Thursday, April 13, 2006

Internal storage of the DateTime datatype

There are many different opinions on how the DateTime value is stored internally in SQL Server. Some people say that it is converted to UTC, some think that some other magic stuff happens but none of this is true.

When you look at the books online this is the explanation:

"Values with the datetime data type are stored internally by the Microsoft
SQL Server 2005 Database Engine as two 4-byte integers. The first 4 bytes store
the number of days before or after the base date: January 1, 1900. The base date
is the system reference date. The other 4 bytes store the time of day
represented as the number of milliseconds after midnight."

It may be hard to believe but this is exactly what SQL Server does. You send him a date and time and he calculates the number of days since 1900-01-01 and the number of ticks since 00:00 for that date. SQL Server does NOT care about timezone and daylight savings time. If you really need to take these into account I suggest you save the offset between the UTC date and the local date and the UTC date. I give preference to take both the times from the client so you don't create problems because of time differences between the server and the client (unless you can guarantee in-sync clients).

Here is a little script that demonstrates the internal storage:

DECLARE @theDate datetime
SET @theDate = '2006-04-14 14:00'

SELECT CAST(SUBSTRING(CAST(@theDate AS varbinary), 1, 4) AS int)

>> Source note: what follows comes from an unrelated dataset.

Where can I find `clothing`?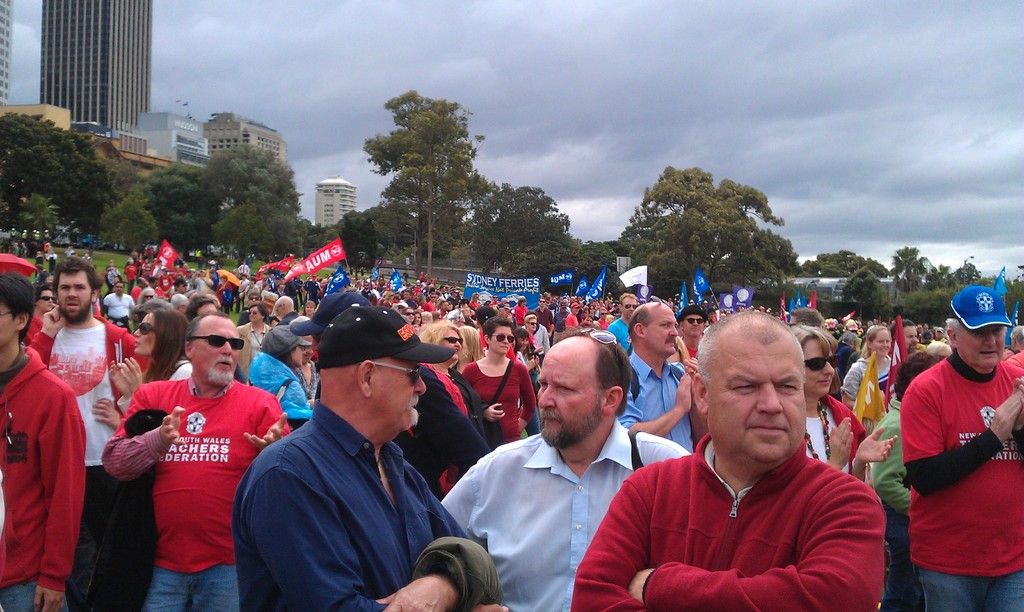
You can find it at (x1=228, y1=341, x2=312, y2=426).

SELECT CAST(SUBSTRING(CAST(@theDate AS varbinary), 5, 4) AS int)
SELECT CONVERT(char(10),DATEADD(d, 38819, '1900-01-01'), 120) AS 'theDate'
SELECT CONVERT(char(10), DATEADD(s, (15120000 / 300), '00:00'), 108) AS 'theTime'

Monday, April 10, 2006

SSIS Performance Whitepaper

I found this great whitepaper on SSIS performance thanks to Jamie Thomson.
This is a must read if you want high performance SSIS Packages.